Ah, it takes a long time for hope to disappear, W. says. Takes time for it to be entirely worn away. Didn't I have hopes of becoming a world-traveller? They were soon dashed. And didn't I have hopes – anti-hopes – of addicting myself to some substance so as to give my life meaning? I failed at that, too, didn't I? Something in me wanted to live. Something that didn't want to disappear into the squats in Old Hulme.
'You were a survivor, despite yourself'. It was like Eye of the Tiger, W. says. It was like Rocky IV, when he runs up those steps in the sun. – 'You wanted to live!' I wanted to live. So what then? What as I ran up the steps towards the sun? It was Kierkegaard who saved me, W. has no question about that. He finds it moving, even. An ape-man reading Kierkegaard, in the Hong and Hong edition, in his room in his squat on the top floor of an Old Hulme low-rise. A young ape …
But if Kierkegaard saved me, it also prevented me from pursuing my despair to the end. If it gave me hope, it was by destroying that pathos of despair which depends upon the absence of hope. For I wasn't able to despair over the earthly, as Kierkegaard commends, W. says. And wasn't it only by means of such a despair – over despairing over the earthly as a whole, and accepting the fact that there was no happiness to find in the earthly – that Kierkegaard said I might embrace the eternal?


• _Aim of the exercise_: Please output exactly the part of the records below that opens with the line containing "Give me the" and closes with the line containing "List every element", both lines included, and nothing else.

============

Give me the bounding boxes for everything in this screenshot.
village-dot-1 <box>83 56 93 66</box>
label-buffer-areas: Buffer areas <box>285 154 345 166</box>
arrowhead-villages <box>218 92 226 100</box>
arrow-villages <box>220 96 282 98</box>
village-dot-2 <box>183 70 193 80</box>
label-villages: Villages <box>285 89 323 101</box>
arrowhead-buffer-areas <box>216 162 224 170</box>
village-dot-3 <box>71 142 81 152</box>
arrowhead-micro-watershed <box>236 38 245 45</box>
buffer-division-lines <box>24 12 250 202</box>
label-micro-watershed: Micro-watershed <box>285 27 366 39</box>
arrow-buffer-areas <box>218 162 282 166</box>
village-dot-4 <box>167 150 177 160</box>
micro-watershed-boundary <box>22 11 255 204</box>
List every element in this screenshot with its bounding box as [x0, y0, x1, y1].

============

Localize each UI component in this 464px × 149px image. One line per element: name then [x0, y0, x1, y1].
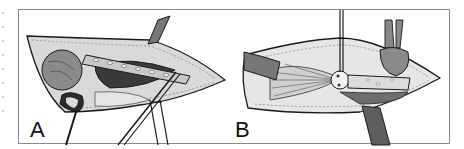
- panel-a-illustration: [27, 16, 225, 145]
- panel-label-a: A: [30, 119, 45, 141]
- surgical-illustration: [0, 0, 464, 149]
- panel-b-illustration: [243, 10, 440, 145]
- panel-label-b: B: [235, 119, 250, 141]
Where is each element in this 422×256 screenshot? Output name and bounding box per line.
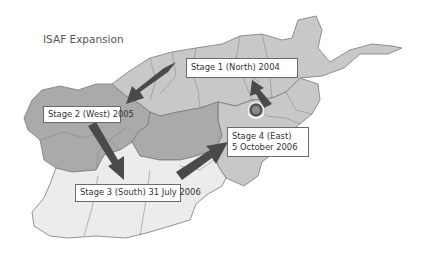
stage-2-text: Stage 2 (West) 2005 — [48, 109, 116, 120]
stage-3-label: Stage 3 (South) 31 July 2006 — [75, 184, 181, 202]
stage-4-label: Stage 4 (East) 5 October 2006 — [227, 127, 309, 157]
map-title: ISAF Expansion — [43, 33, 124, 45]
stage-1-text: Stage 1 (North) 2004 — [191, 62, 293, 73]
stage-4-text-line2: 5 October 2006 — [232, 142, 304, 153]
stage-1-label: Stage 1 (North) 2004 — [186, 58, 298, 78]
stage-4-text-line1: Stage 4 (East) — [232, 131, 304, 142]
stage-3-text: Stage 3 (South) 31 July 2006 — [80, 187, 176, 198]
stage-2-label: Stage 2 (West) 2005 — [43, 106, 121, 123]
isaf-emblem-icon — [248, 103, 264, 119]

============

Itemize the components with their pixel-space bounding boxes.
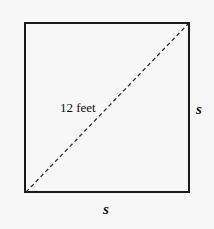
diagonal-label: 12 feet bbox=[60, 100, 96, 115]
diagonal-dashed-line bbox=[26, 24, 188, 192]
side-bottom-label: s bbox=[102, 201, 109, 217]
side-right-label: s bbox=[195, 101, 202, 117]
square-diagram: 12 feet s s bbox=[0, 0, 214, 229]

============

• _Solution_:
Give me the bounding boxes for everything in this screenshot.
village-dot-1 <box>83 56 93 66</box>
label-buffer-areas: Buffer areas <box>285 154 345 166</box>
arrowhead-villages <box>218 92 226 100</box>
arrow-villages <box>220 96 282 98</box>
village-dot-2 <box>183 70 193 80</box>
label-villages: Villages <box>285 89 323 101</box>
arrowhead-buffer-areas <box>216 162 224 170</box>
village-dot-3 <box>71 142 81 152</box>
arrowhead-micro-watershed <box>236 38 245 45</box>
buffer-division-lines <box>24 12 250 202</box>
label-micro-watershed: Micro-watershed <box>285 27 366 39</box>
arrow-buffer-areas <box>218 162 282 166</box>
village-dot-4 <box>167 150 177 160</box>
micro-watershed-boundary <box>22 11 255 204</box>
List every element in this screenshot with its bounding box as [x0, y0, x1, y1].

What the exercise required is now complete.